Adam Simpson: In your own words, how would you define ethical banking? And how does it differentiate from traditional banks?

Goran Jeras: I wouldn't use the word “traditional” because I think that banks started as a very similar institution to what we’re doing, so to some extent back it’s to the roots. Because the banks were not usually founded by rich guys that wanted to control the world. Typically, they were founded by people that didn't have enough money, who wanted to pool their resources in one way or another. There is a definition of an ethical bank that we refer to. An ethical bank needs to have the following characteristics:

  1. It needs to be fully owned by its customers, so there are no shareholders in a bank who don't have also interesting in services the bank is providing.
  2. It needs to be democratically governed, for instance, one member or one principal regardless of the amount of the capital that the member in the bank possesses.
  3. There must be an equal emphasis on the importance balance between financial, social, and environmental goals.
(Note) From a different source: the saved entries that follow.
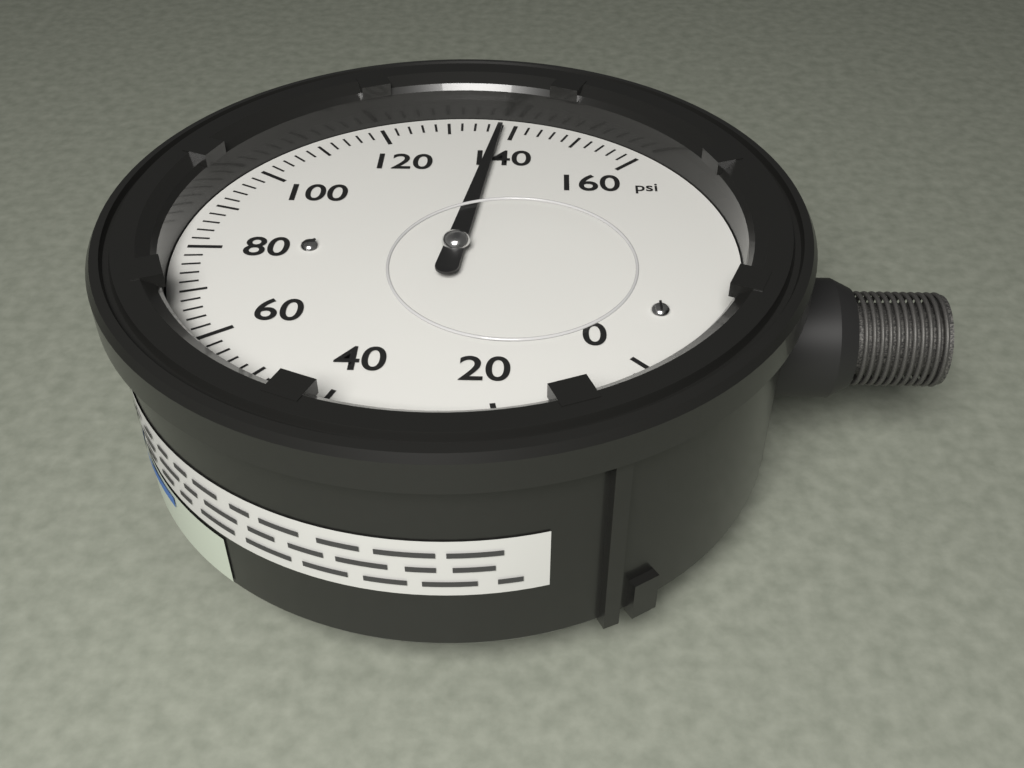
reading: 138 psi
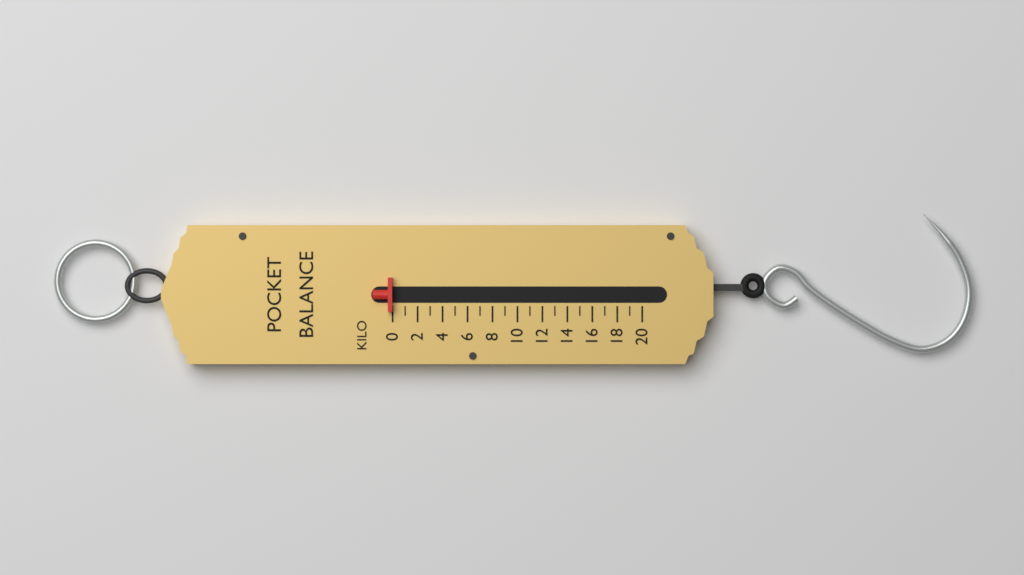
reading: 0 kg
All three aspects of an investment of the ethical bank needs to be positive, and finally from our part in that it needs to be local.
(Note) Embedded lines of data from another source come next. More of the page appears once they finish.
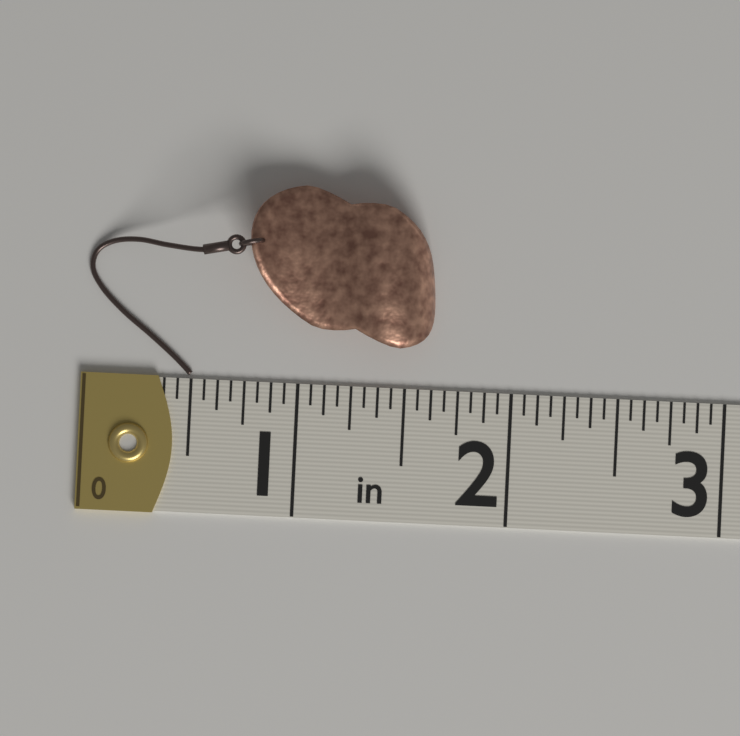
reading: 1.6250 in
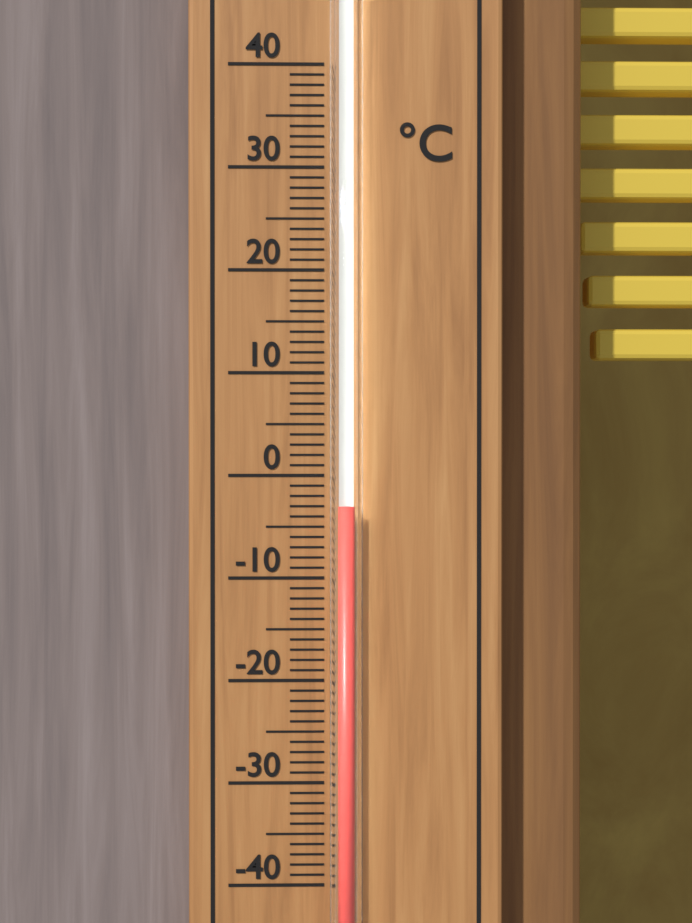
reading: -3 °C
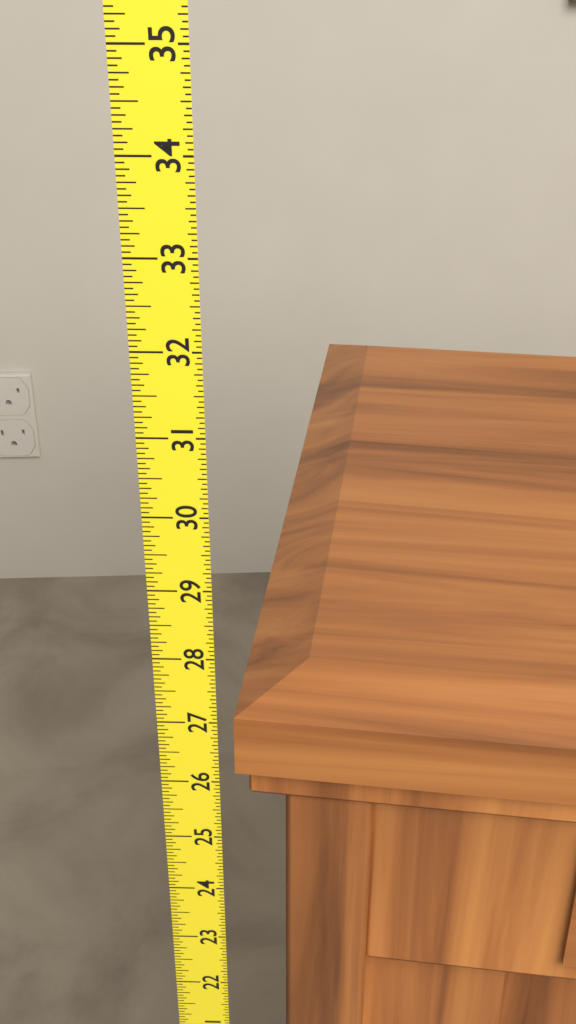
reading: 27.1875 (no unit)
  4. The bank needs to keep and maintain an individual relationship with all its clients and customers, which isn’t possible if it becomes a big international institution.
  5. Transparency is also important. The role of the bank is to manage other people’s funds, so those people have every right to exactly know where their money is going and why it is going there, why it is assessed to be a good thing the three abovementioned aspects.

Our model of growth is based on expanding the model to different communities, sharing the costs of infrastructure, establishing common investment and collaboration schemes for areas of mutual interest, but to keep governance independence at the local levels. We think that is very important.